DATE=$(date +"%Y-%m-%d")
TIME=$(date +"%H:%M:%S")
TIMESTAMP="[$DATE $TIME]"
mkdir -p "$LOGS_DIR"
# === PER-PROJECT LOG ===
if [ ! -f "$PROJECT_LOG" ]; then
echo "# Development Log for '$PROJECT_NAME'" > "$PROJECT_LOG"
echo "" >> "$PROJECT_LOG"
fi
if ! grep -q "## $DATE" "$PROJECT_LOG"; then
echo "" >> "$PROJECT_LOG"
echo "## $DATE" >> "$PROJECT_LOG"
echo "- ⏱️ $TIME: Session started" >> "$PROJECT_LOG"
else
LAST_LINE=$(tail -n 1 "$PROJECT_LOG" | sed 's/.$//')
if [[ "$LAST_LINE" == "- ⏱️ " ]]; then
sed -i '' '$d' "$PROJECT_LOG"
echo "${LAST_LINE}.." >> "$PROJECT_LOG"
else
echo "- ⏱️ $TIME: Still working…" >> "$PROJECT_LOG"
fi
fi
# === PER-FILE LOG ===
FRONT_APP=$(osascript -e 'tell application "System Events" to get name of first application process whose frontmost is true')
if [[ "$FRONT_APP" == "Code" || "$FRONT_APP" == "Visual Studio Code" ]]; then
FILENAME=$(osascript -e '
tell application "Visual Studio Code"
try
return name of active document of front window
on error
return "untitled"
end try
end tell
' 2>/dev/null)
if [ ! -z "$FILENAME" ] && [ "$FILENAME" != "untitled" ]; then
FILE_LOG="$LOGS_DIR/${FILENAME//\//_}.devlog"
if [ ! -f "$FILE_LOG" ]; then
echo "# Dev Log: $FILENAME" > "$FILE_LOG"
echo "" >> "$FILE_LOG"
echo "## $DATE" >> "$FILE_LOG"
fi
if ! grep -q "## $DATE" "$FILE_LOG"; then
echo "" >> "$FILE_LOG"
echo "## $DATE" >> "$FILE_LOG"
fi
echo "- $TIME: Active edit session" >> "$FILE_LOG"
fi
fi
echo "$TIMESTAMP Hybrid devlog updated"
# 🔁 Don't forget to update PROJECT_DIR!
3. Grant Permissions
Go to:
System Settings > Privacy & Security > Automation
Allow your terminal (e.g.Terminal
,iTerm
) to control Visual Studio Code.
4. Schedule with Cron
crontab -e
Add:
*/10 * * * * /bin/bash /your/project/path/hybrid-devlog.sh >> /your/project/path/.devlogs/cron.log 2>&1
That's it!

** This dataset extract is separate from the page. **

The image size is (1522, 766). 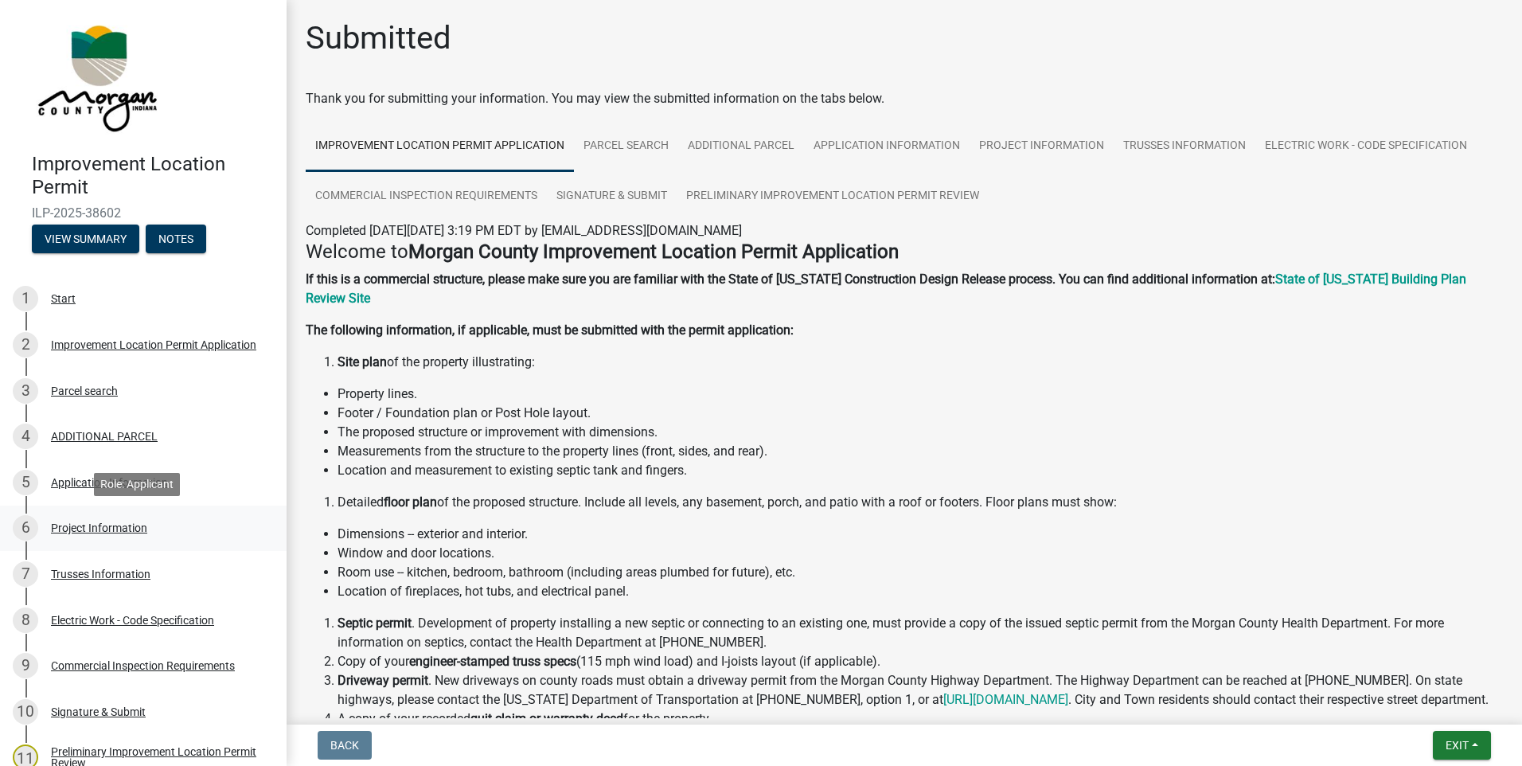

It now runs every 10 minutes.
🎯 Why This Matters
This isn't just about logging — it's about preserving context.
- ✅ Recover from crashes with confidence
- ✅ Document your process without effort
- ✅ Reflect on where you spend time
- ✅ Show progress in standups or portfolios
- ✅ Never lose a day's work again
It's the closest thing to a developer memory extender.
🔄 What's Next?
I'm extending this to:
- Auto-commit with smart messages
- Generate weekly reports
- Sync logs to Obsidian or Notion
- Detect idle time and pause logging
And yes — I'll open-source it soon.
💬 Your Turn
Have you lost hours of work to a crash or bad connection?
Try this system. Tweak it. Make it yours.
And if you do — let me know in the comments. I'd love to hear how you're using it.
Because coding isn't just about the code.
It's about the journey.
And now, I finally have a map.
🔗 Resources
- GitHub Gist: hybrid-devlog.sh (replace with your link)
- AppleScript Docs
Like this?
Follow me for more dev tools, automation hacks, and ways to code smarter — not harder.